What the AF pilot did not realise was that Alpha Floor is only active from take-off to 100' radio on landing, and when he did his fancy manoeuvre he was below 100'! Therefore Alpha Floor never kicked in as he expected. Being an Airbus it just sat there at a high (but totally safe!) aoa moving gracefully just above the runway. By the time the AF pilot realised that he was not going to get TOGA power automatically through the Alpha Floor facility he manually selected TOGA by pushing the levers forward. The engines spooled up as normal (fairly slowly like all jet engines) and because he had used up so much runway he was unable to get a positive rate of climb on to climb above the trees at the end of the runway. He therefore flew in controlled flight straight into the trees with the engines in the process of spooling up as normal!

The difference between an Airbus and a Boeing is that had this spectacular manoeuvre been attempted in a Boeing the aircraft would have crashed at the the start of the runway instead of at the end! The bottom line is the guy blew it in spades and it was nothing to do with the aircraft which did its best for him.

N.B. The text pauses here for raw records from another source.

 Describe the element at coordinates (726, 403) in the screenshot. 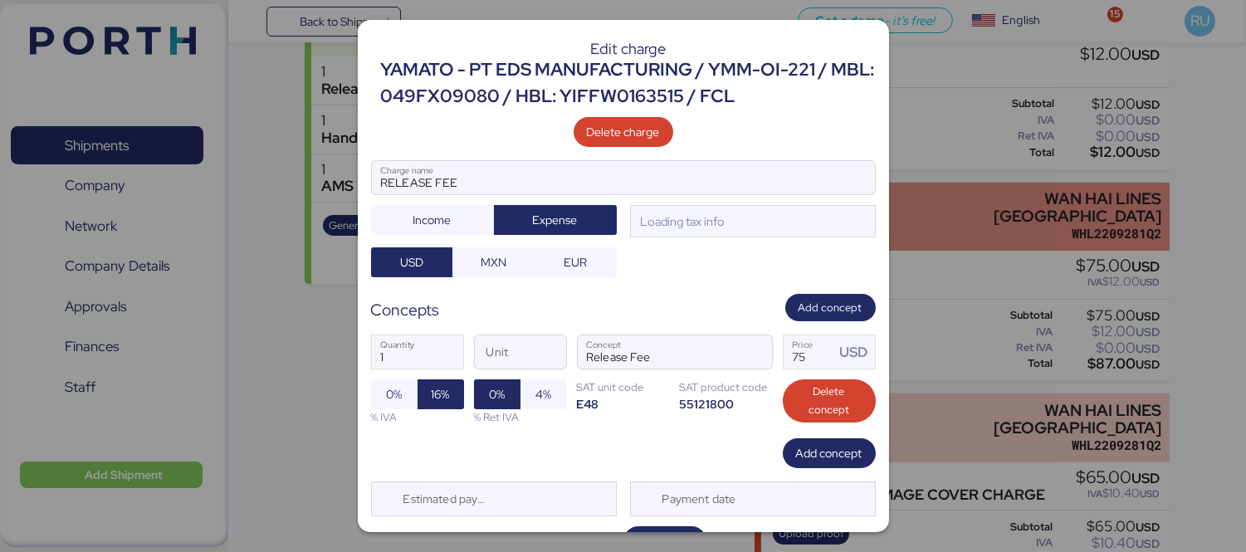

I see `div: 55121800` at that location.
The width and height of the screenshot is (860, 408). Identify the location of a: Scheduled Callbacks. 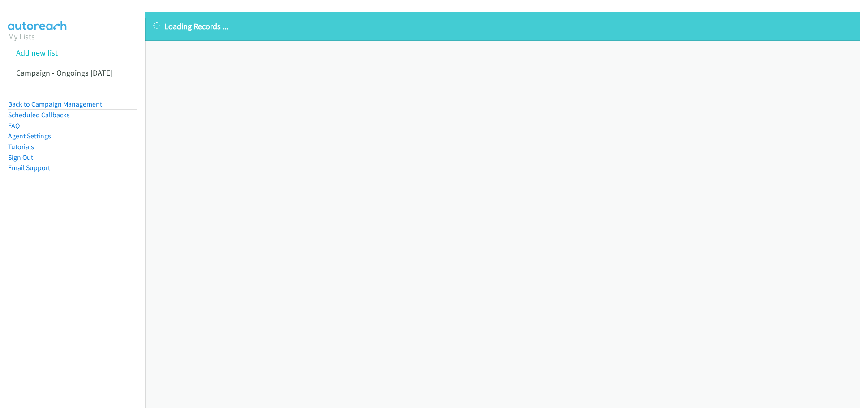
(39, 115).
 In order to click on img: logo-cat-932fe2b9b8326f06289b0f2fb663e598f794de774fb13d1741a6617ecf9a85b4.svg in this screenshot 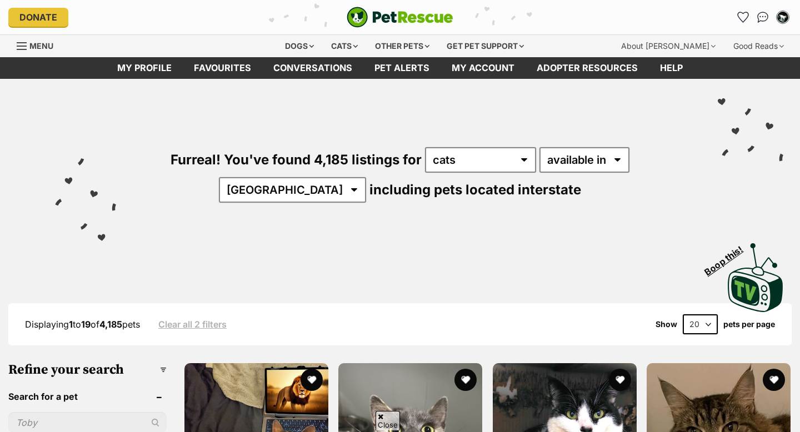, I will do `click(400, 17)`.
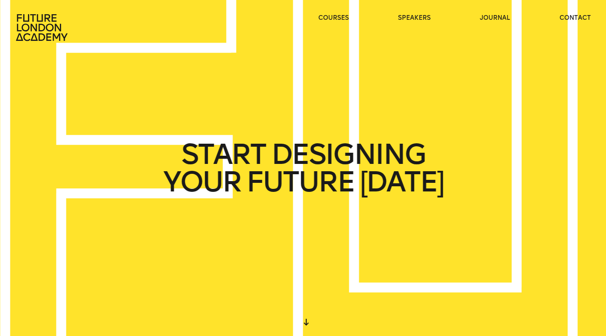  What do you see at coordinates (300, 182) in the screenshot?
I see `span: FUTURE` at bounding box center [300, 182].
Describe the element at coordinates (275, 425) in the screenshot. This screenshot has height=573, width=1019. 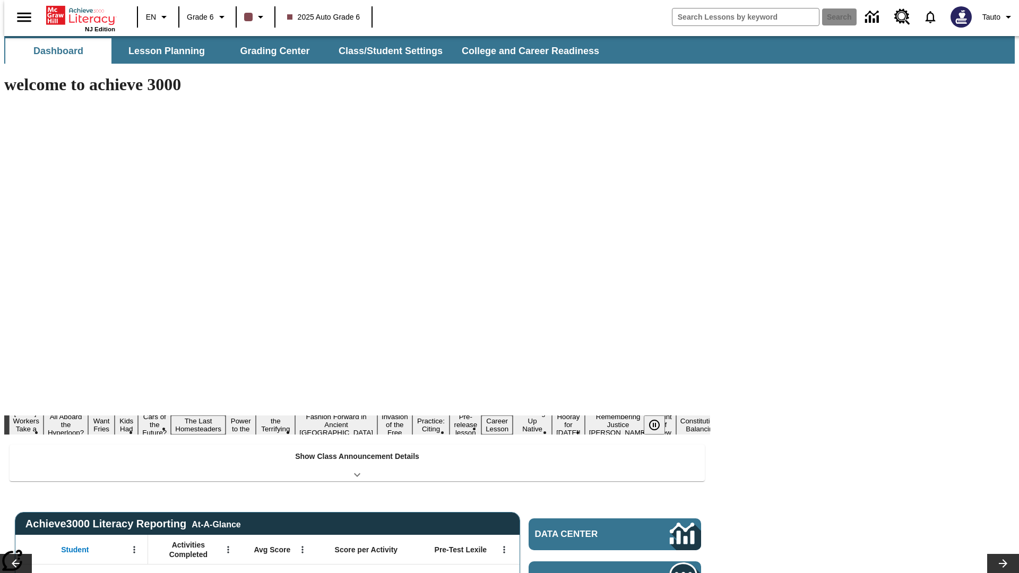
I see `button: Slide 8 Attack of the Terrifying Tomatoes` at that location.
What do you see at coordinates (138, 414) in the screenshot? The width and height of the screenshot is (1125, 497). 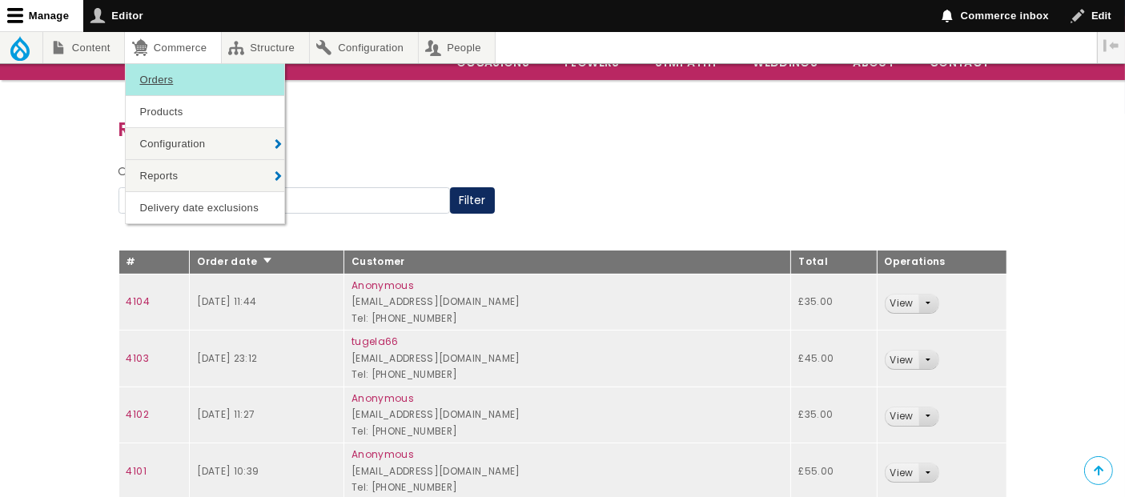 I see `a: 4102` at bounding box center [138, 414].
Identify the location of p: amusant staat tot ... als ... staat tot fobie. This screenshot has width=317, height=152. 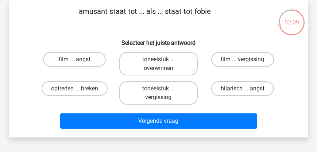
(145, 17).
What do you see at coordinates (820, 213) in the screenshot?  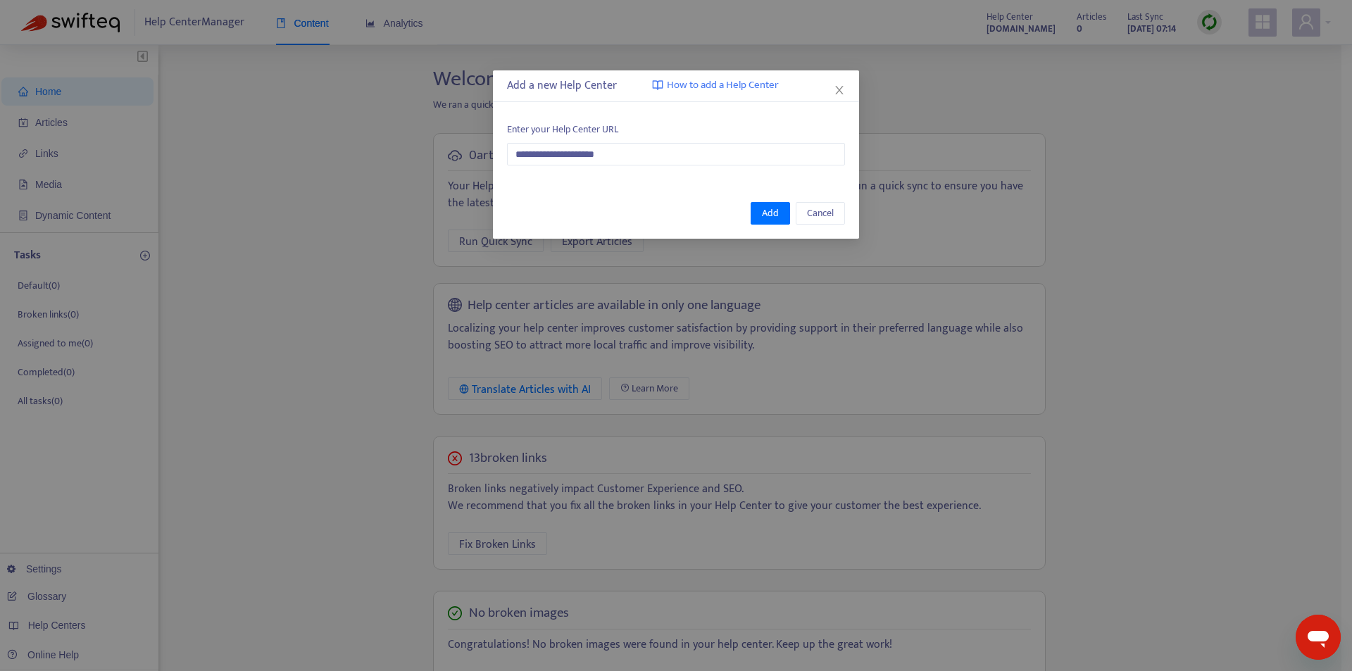 I see `button: Cancel` at bounding box center [820, 213].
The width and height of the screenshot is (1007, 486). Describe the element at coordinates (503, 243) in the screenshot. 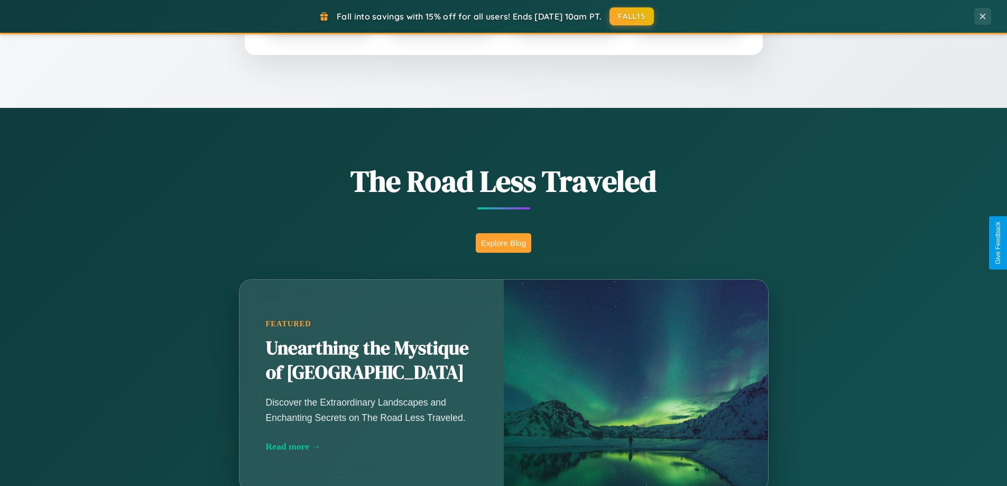

I see `button: Explore Blog` at that location.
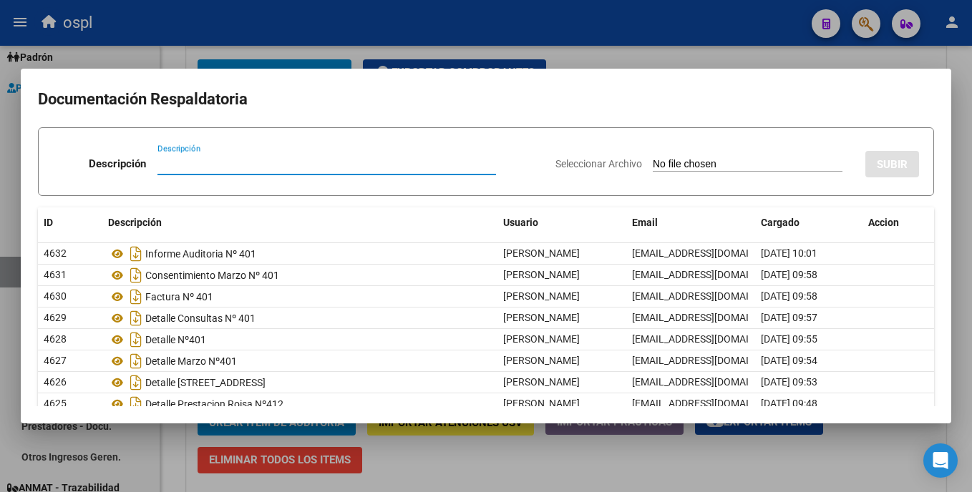 This screenshot has width=972, height=492. Describe the element at coordinates (486, 99) in the screenshot. I see `h2: Documentación Respaldatoria` at that location.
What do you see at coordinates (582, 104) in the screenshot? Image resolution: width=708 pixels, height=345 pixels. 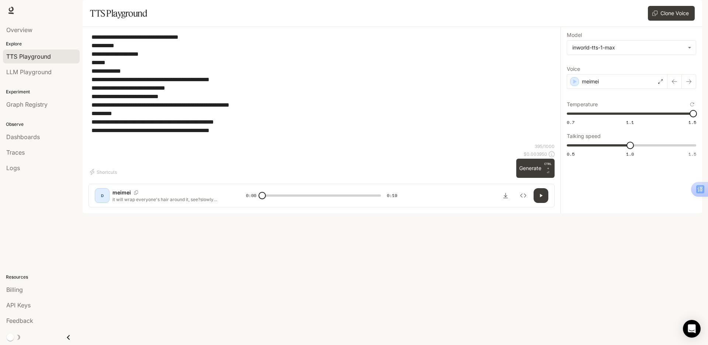 I see `p: Temperature` at bounding box center [582, 104].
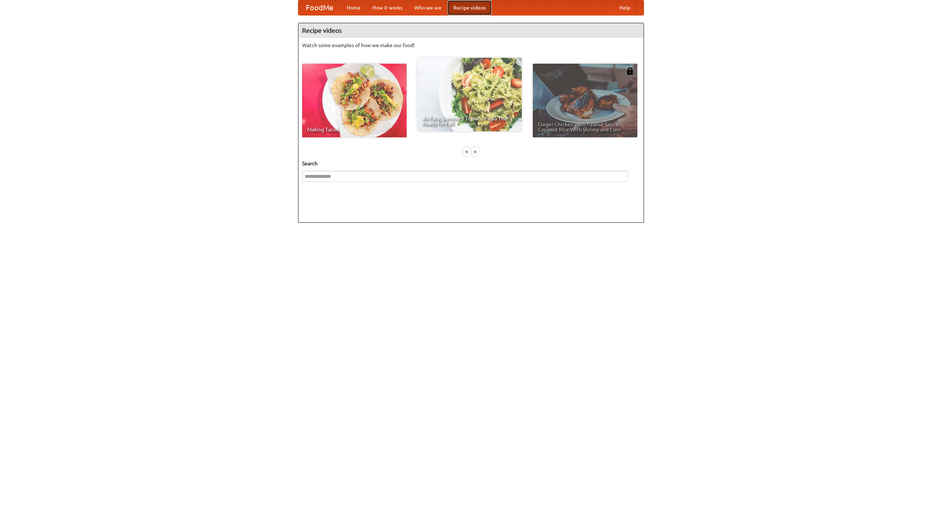  What do you see at coordinates (354, 8) in the screenshot?
I see `a: Home` at bounding box center [354, 8].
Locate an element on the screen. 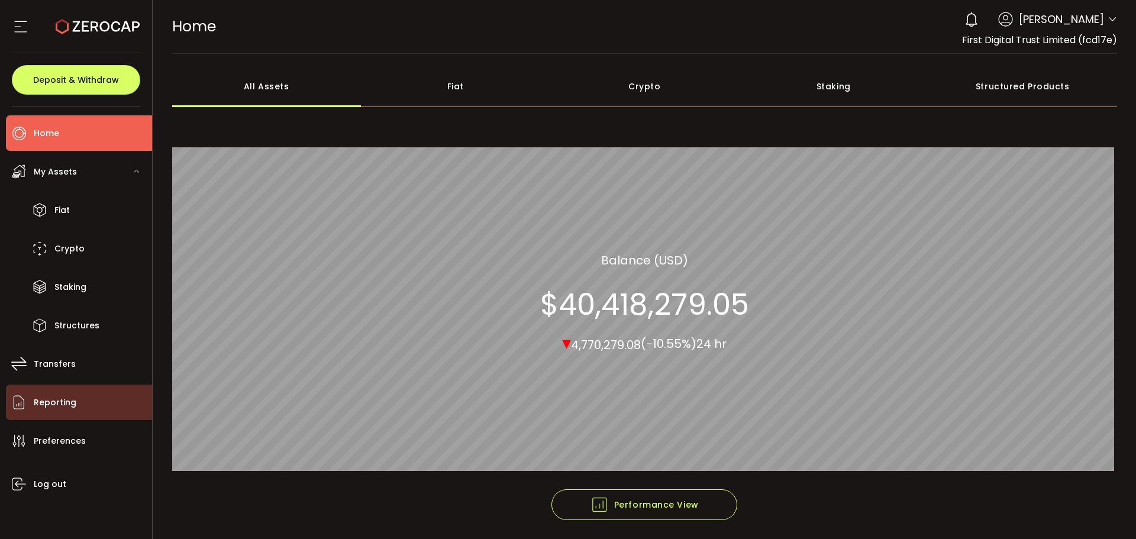 Image resolution: width=1136 pixels, height=539 pixels. span: Log out is located at coordinates (50, 484).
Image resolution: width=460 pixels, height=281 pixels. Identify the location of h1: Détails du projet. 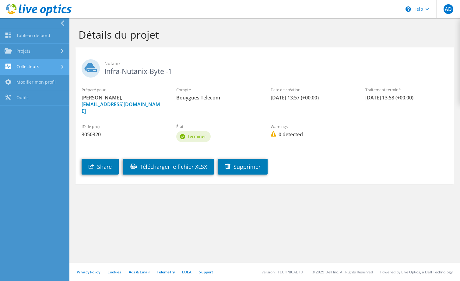
(263, 35).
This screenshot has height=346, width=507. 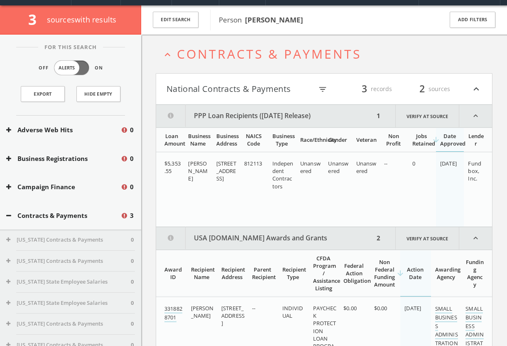 What do you see at coordinates (261, 20) in the screenshot?
I see `span: Person` at bounding box center [261, 20].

I hope that very basic explanation is some help to people in explaining how even the most superb of aircraft cannot provide indefinite protection from overwhelming foolishness. For what it is worth, from what has been described here the 'flypast' alluded to previously was simply a standard go-around and sounded totally safe and normal to me.

Last edited by Norman Stanley Fletcher; 11th Oct 2003 at 07:30.